The revolution that has unfolded this year in Africa’s largest country by territory has broad support. Like so many of the region’s protest movements, Algeria’s has been energized by young people who are frustrated by a lack of economic opportunity. Annual GDP growth amounts to less than 2 percent — one-third of the level needed to create enough jobs for Algeria’s fast-growing working-age population.
The key to addressing the protesters’ frustrations is completing the transition from an administered to a market economy.
However, this prospect arouses considerable mistrust in Algeria, where many blame market liberalization for the rise of crony capitalism, with the commanding heights of the country’s economy in the hands of a few oligarchs.
In reality, that phenomenon is the result of decades of state dominance, not the periodic episodes of liberalization that punctuated them. Algeria’s government — led for the past 20 years by Bouteflika — effectively encouraged state or private (crony-owned) monopolies in many industries by maintaining dynamism-depleting subsidies and price controls. This has deterred foreign investment and prevented countless talented Algerians from prospering.
Just as a soccer team can win only if it includes the most gifted, high-performing players — rather than those with the most money or connections — an economy can thrive only by unleashing the potential of its most capable actors. By allowing market mechanisms to function, Algeria can create a more level playing field, on which talented upstarts can challenge low-performing incumbents.

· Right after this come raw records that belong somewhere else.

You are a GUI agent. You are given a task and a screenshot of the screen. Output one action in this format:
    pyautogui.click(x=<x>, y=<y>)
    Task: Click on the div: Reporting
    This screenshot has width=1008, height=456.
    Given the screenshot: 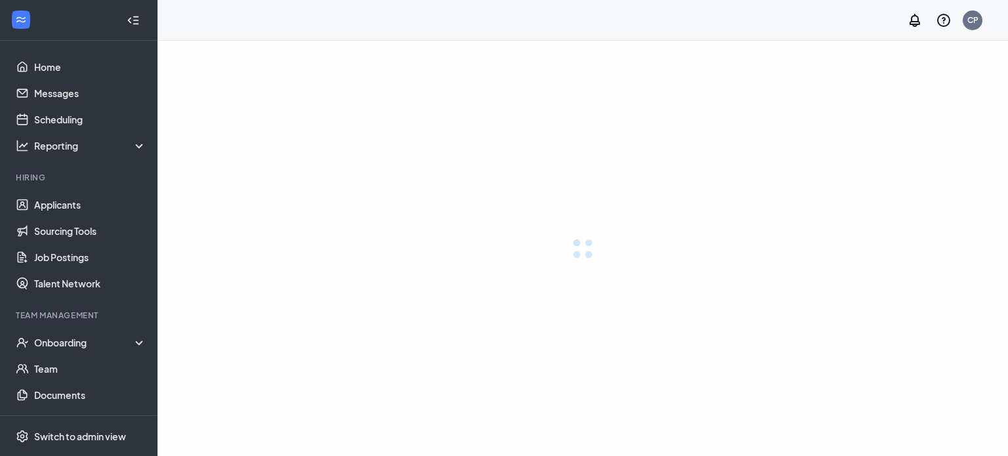 What is the action you would take?
    pyautogui.click(x=91, y=146)
    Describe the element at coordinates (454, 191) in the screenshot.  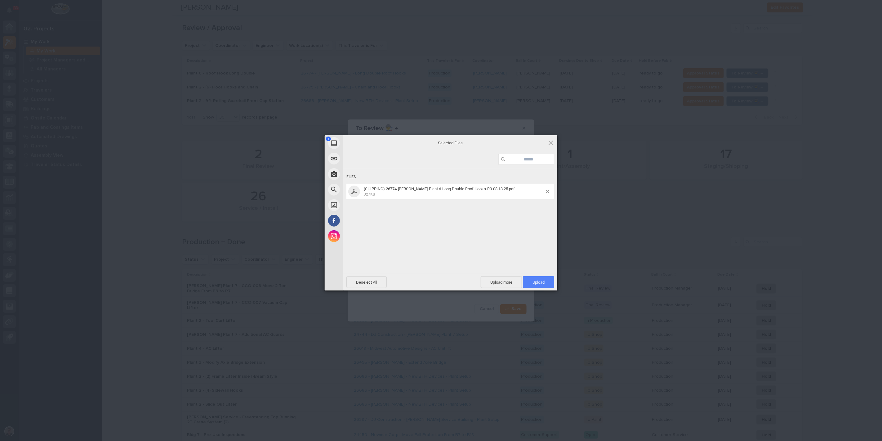
I see `span: (SHIPPING) 26774-Brinkley RV-Plant 6-Long Double Roof Hooks-R0-08.13.25.pdf` at that location.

Yet, such efforts would mean little if talented players did not have an incentive to compete. Creating a winning national soccer team required mobilizing the top Algerian talents playing around the world.
Similarly, capable Algerians — many of whom benefited from the country’s massive investments in education since independence in 1962, but left home in search of economic opportunity — need to be convinced to return, thereby boosting productivity and growth. Given the Algerian diaspora’s far-reaching networks, such an effort would also facilitate the country’s integration into the global economy.

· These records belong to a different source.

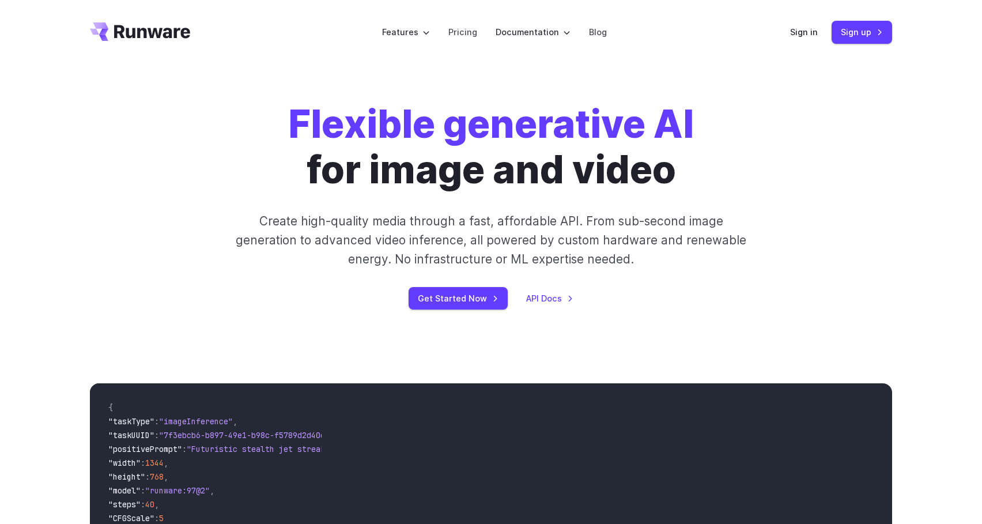  What do you see at coordinates (533, 32) in the screenshot?
I see `label: Documentation` at bounding box center [533, 32].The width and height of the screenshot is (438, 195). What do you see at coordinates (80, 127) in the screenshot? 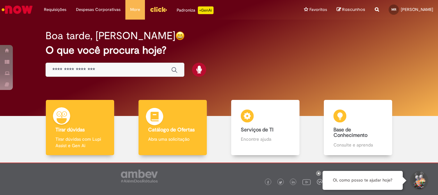
I see `a: Tirar dúvidas Tirar dúvidas com Lupi Assist e Gen Ai` at bounding box center [80, 127].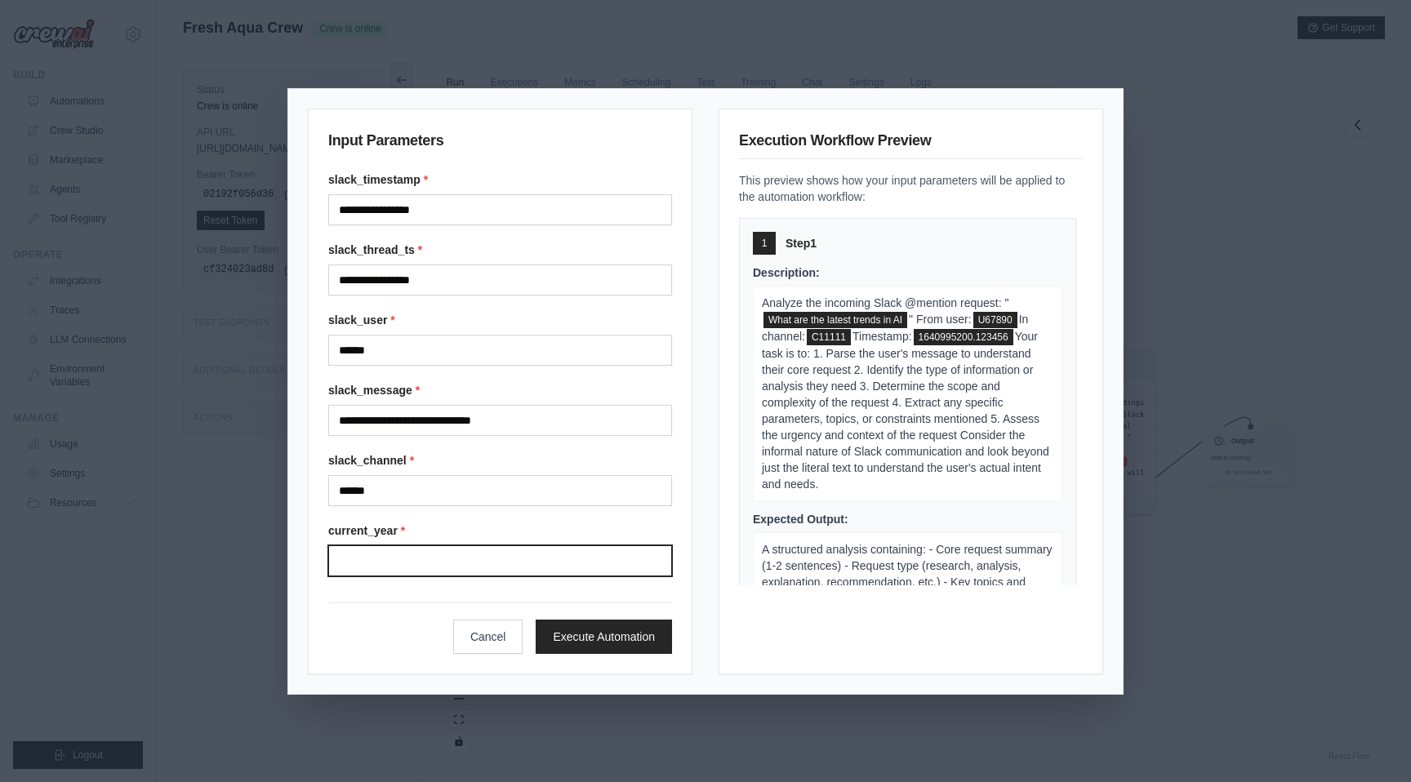  I want to click on span: slack_timestamp, so click(963, 337).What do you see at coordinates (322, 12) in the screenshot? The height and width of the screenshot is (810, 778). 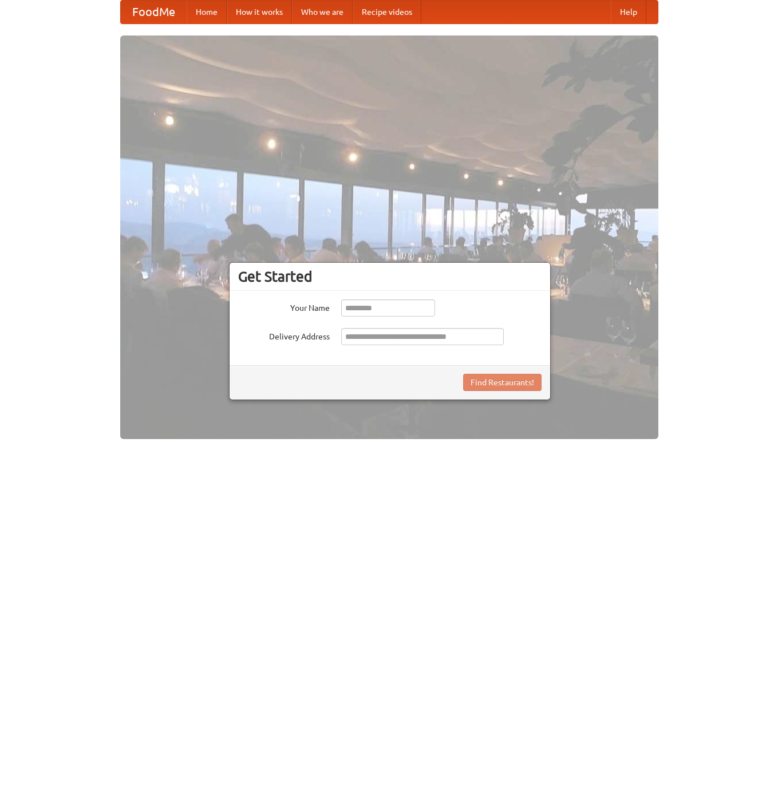 I see `a: Who we are` at bounding box center [322, 12].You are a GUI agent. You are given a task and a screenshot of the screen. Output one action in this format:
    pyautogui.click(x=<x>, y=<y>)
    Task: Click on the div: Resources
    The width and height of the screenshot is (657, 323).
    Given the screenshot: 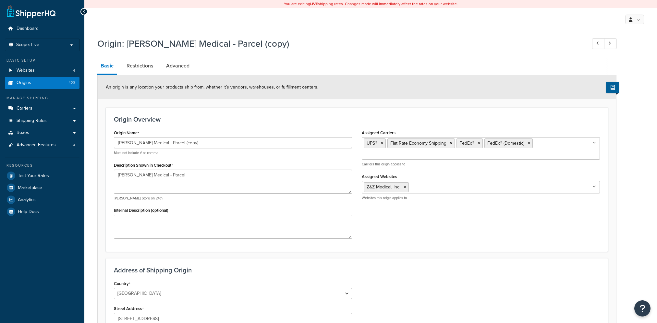 What is the action you would take?
    pyautogui.click(x=42, y=166)
    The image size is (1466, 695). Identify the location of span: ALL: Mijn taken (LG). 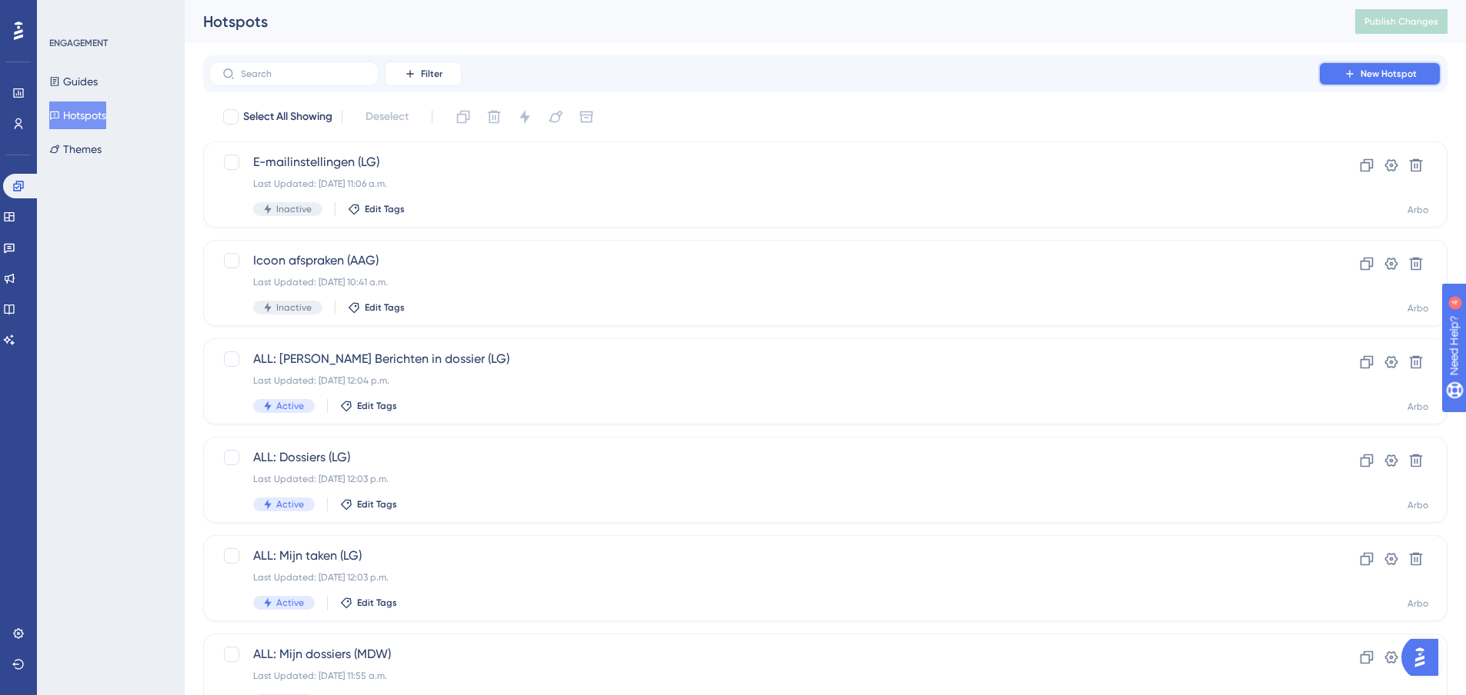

However, no team can operate effectively without a good coach. The national team’s coach, Djamel Belmadi, combined technical and strategic skills with courageous and demanding leadership to transform a collection of individual talents into a well-functioning unit.

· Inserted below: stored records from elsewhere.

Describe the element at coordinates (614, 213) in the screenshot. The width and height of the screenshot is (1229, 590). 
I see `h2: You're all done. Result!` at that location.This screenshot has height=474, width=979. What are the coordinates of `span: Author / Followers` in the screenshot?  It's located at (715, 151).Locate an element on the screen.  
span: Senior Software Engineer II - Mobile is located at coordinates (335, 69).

A similar combination of vision and acumen is needed to manage Algeria’s economic transition. To that end, qualified public and private-sector actors must be empowered to guide development, while modern corporate-governance structures must replace, at firm level, the long-dominant top-down approach that insulated senior managers from accountability.
Finally, just as a soccer game needs a credible referee, an economy needs independent regulators — both sectoral (for example, a telecoms authority) and transversal (competition authorities) — to keep the game fair. Algeria must urgently build a reliable regulatory apparatus with appropriate enforcement capacity.
However, creating such structures is only the first step. Given Algerians’ fear of market liberalization, steps must also be taken to foster public trust in regulators. Here, technology-based measures, such as digitalizing payments, procurements and social services, can help, much in the way that video footage can settle disagreements on the soccer pitch.
Now, Algeria must build on the momentum that the current movement has created, and implement bold economic reforms that enable the country to unleash the vast potential of its large, young and educated population.
That would amount to a victory far more momentous than any soccer tournament could ever provide.
Rabah Arezki is chief economist of the World Bank’s Middle East and North Africa Region and a senior fellow at Harvard University’s Kennedy School of Government.